Is a child disposable?

Do adults get to decide which children are worthy of education paid for by tax dollars?

Depending on whom you ask at Eva Moskowitz’s Success Academy Charter Schools, the answers may be a resounding, “yes!”
A bombshell discovery at Moskowitz’s network of charters recently revealed the privately run, publicly funded school system maintains a list of students they no longer wish to serve.

Moskowitz claimed several of her schools’ “Got to Go” lists were anomalies, though cherry-picking at charter schools is nothing new. From the Noble network of charter schools in Chicago to KIPP Academy in Washington, D.C., charters have long been accused of removing children deemed undesirable and troublesome from their academic settings.

It’s precisely the thing racial justice activists have warned against.

Parents and community leaders have suspected charter schools artificially inflate test scores by either forcing out students who need extra support or refusing to admit them in the first place.

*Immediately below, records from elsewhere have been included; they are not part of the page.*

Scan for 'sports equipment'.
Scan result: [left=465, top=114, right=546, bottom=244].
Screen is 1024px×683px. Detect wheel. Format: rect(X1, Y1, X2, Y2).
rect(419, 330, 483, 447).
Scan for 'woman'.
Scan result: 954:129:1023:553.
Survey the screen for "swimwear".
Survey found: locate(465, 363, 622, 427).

Through repeated suspensions, multiple calls home for minor infractions or flat out recommendations that parents take their children elsewhere, Success Academy Charter Schools appears to self-select the students they deem worthy of educating.

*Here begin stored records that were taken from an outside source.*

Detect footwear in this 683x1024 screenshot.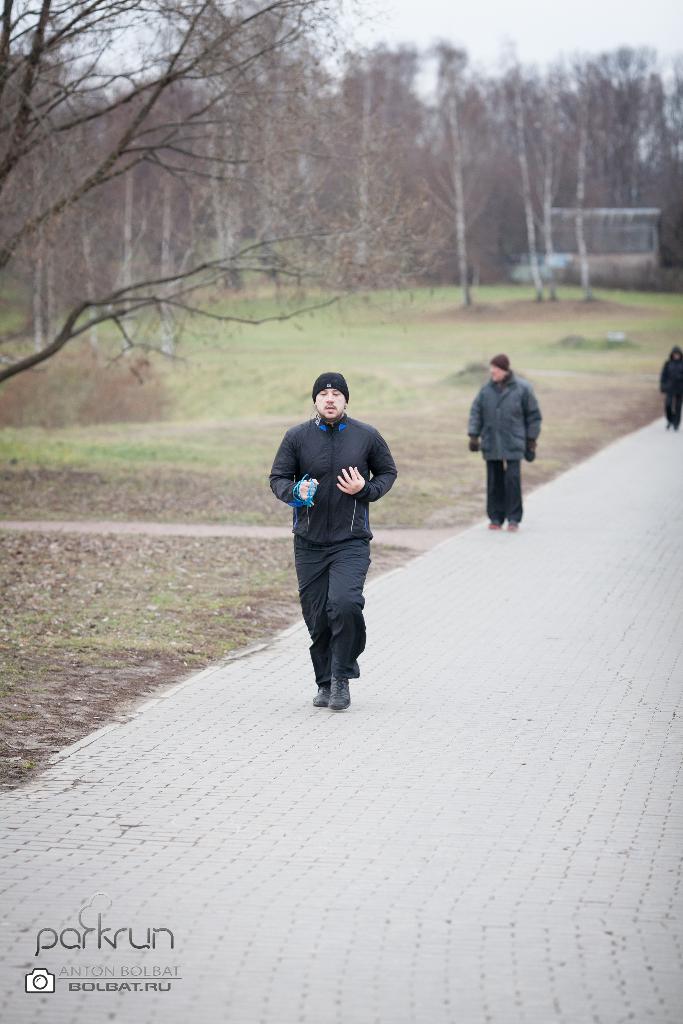
Detection: bbox=(325, 677, 352, 710).
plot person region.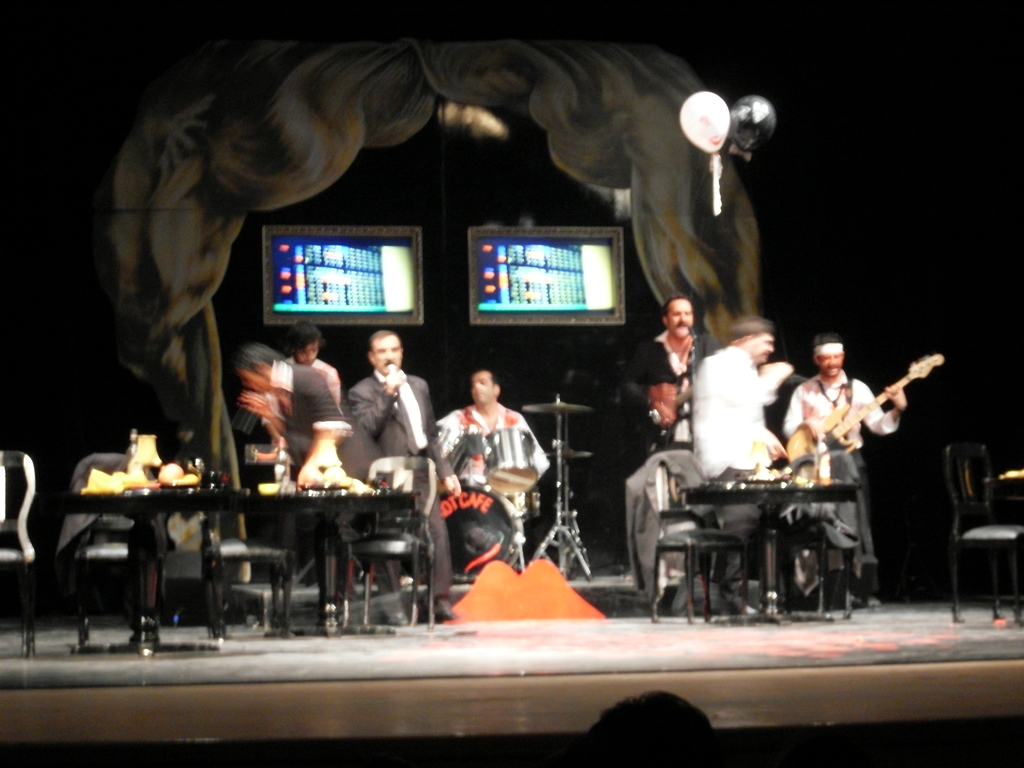
Plotted at pyautogui.locateOnScreen(431, 364, 552, 528).
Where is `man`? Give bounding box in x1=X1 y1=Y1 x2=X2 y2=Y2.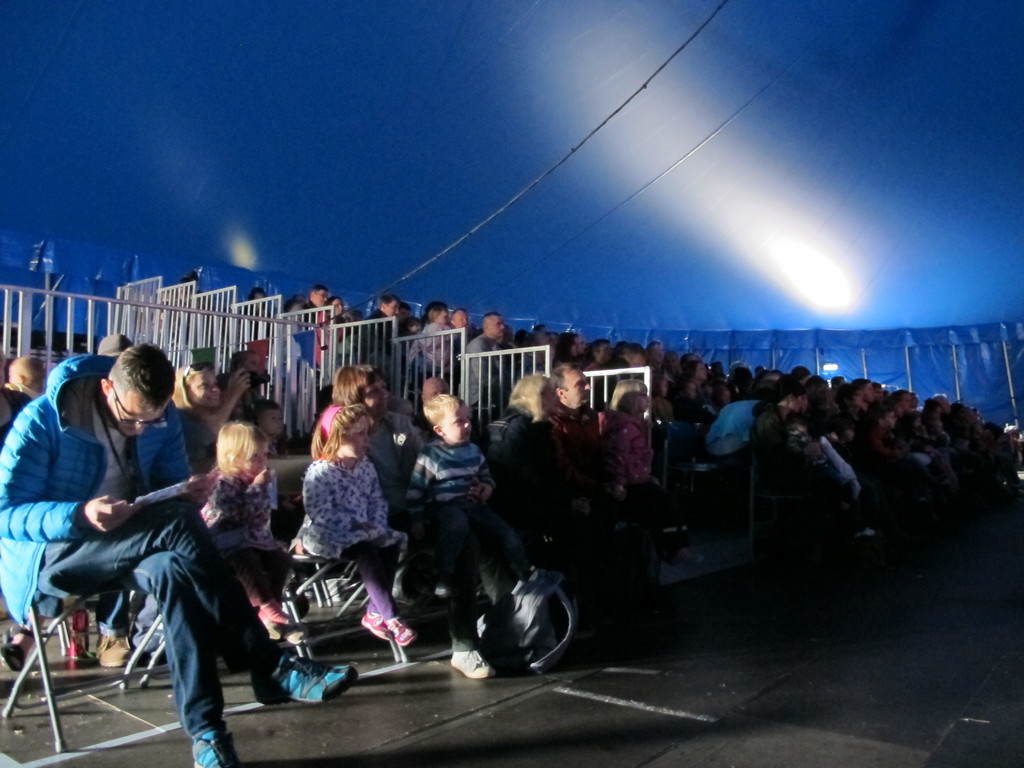
x1=461 y1=311 x2=516 y2=409.
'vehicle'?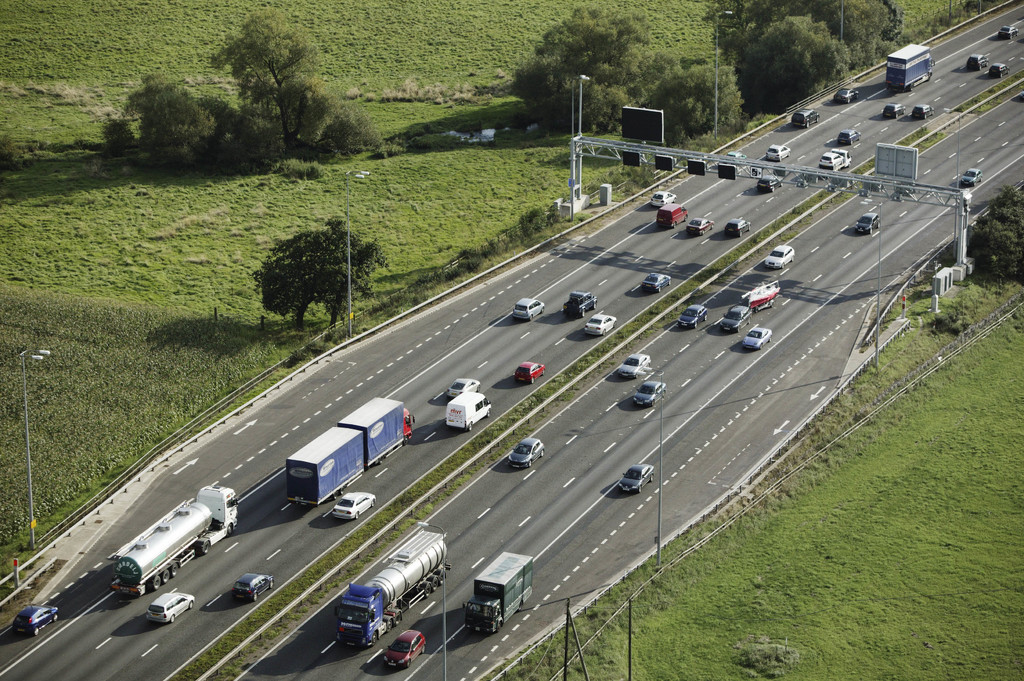
{"left": 758, "top": 177, "right": 781, "bottom": 193}
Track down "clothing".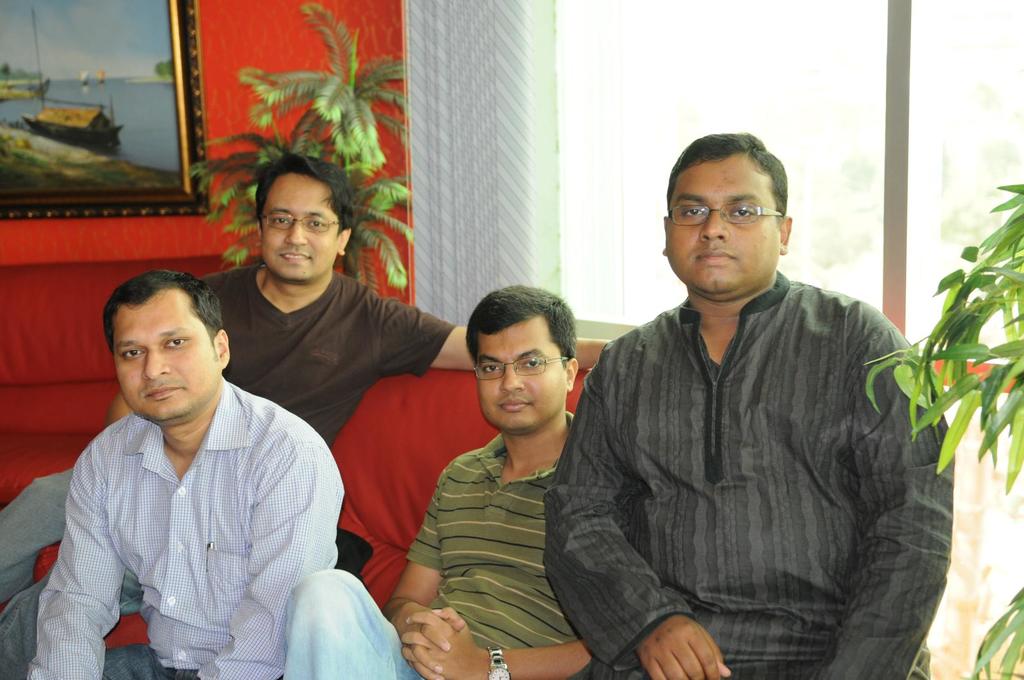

According to The New York Times, in the 2012-13 school year, Success Academy suspended between four percent and 23 percent of its students at least once. Meanwhile, the suspension rate at traditional public schools that school year was just three percent.

Charter school administrators and their apologists will claim school officials have no other option but to remove students they deem disruptive. Nothing could be further from the truth. Removing students with behavioral challenges has not been proven to increase test scores or improve the learning environment. Quite to the contrary, exclusionary discipline hurts the entire school community.

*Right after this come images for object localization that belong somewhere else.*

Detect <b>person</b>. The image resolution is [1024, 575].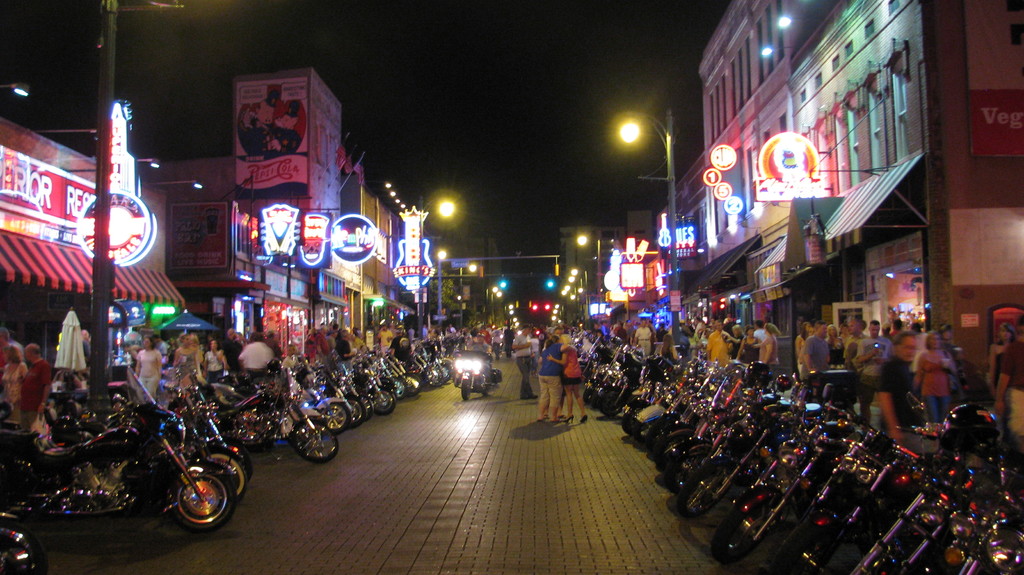
(388,322,404,339).
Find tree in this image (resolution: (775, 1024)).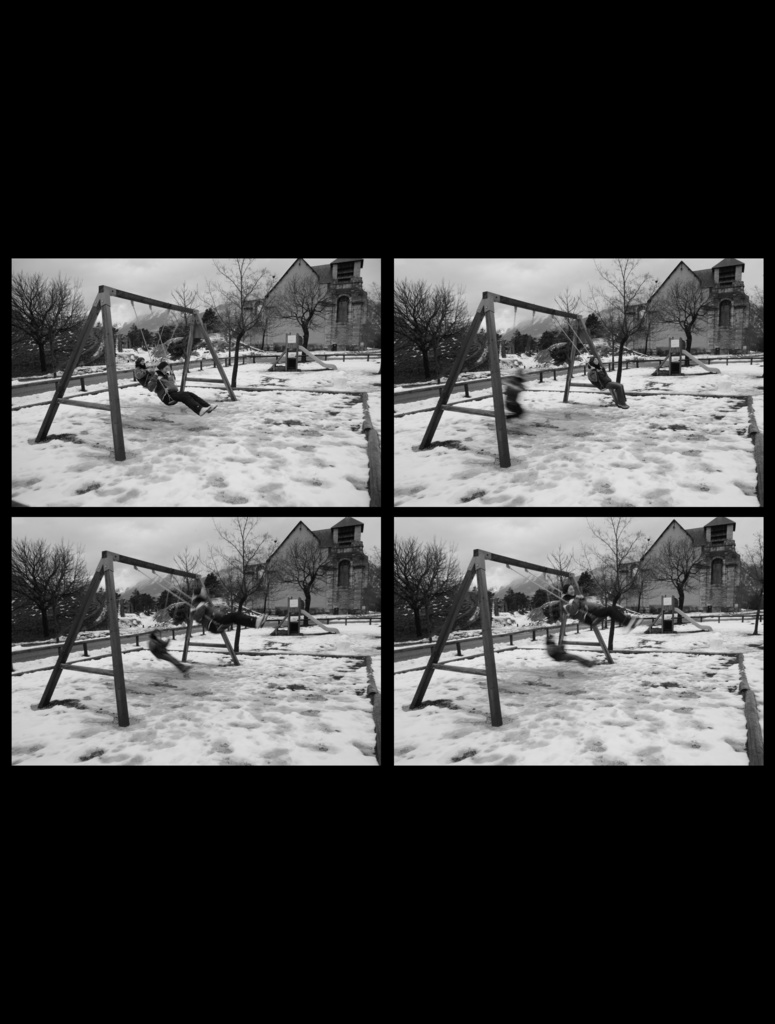
(left=639, top=261, right=749, bottom=348).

The American Sociological Association found in a 2014 report, Suspending Progress: Collateral Consequences of Exclusionary Punishment in Public Schools, “that students who attend schools with high rates of out-of-school suspension exhibit lower achievement, though they are not personally suspended, reflecting a hidden cost of the emphasis on punishment and social control in schools.”

As the American Sociological Association found in this same report, the focus on exclusionary discipline – which is punishment that removes or excludes a student from her educational setting – emerged in the early 1980s just as the nation was moving to more stringent forms of social control such as the War on Drugs, mandatory minimums and zero tolerance policies. As society embraced this mindset, school officials reacted accordingly, adopting rigid and punitive forms of disciplinary policies and practices.

These changes had, and continue to have, a disastrous impact. Suspensions have been linked to decreased graduation rates. Education Week reported in 2013 that the graduation rate for Florida students suspended just once was 52 percent; and 38 percent for students suspended more than once. Schools with higher rates of suspension and expulsion appear to have less satisfactory ratings on school climate.

Additionally, recent research indicates a negative relationship between the use of school suspension and expulsion and school-wide academic achievement.

One way to improve school climate and boost academic achievement is to implement restorative justice practices and build stronger relationships between adults and students in the building. These are solutions that have been proven to work.

Moreover, often students are disciplined for actions that are subjective and racially biased or over-reactions to adolescent behavior. To coerce students to withdraw is to run a system tantamount to survival of the fittest, where an education is available solely to students with “desirable” characteristics.

To the rhetorical questions I raised at the outset; no child is disposable and every child deserves access to a high-quality education. Rather than focusing on punishment and a sorting system for education, we should ensure all children have what they need to grow into fully contributing members of society. Success should be for all.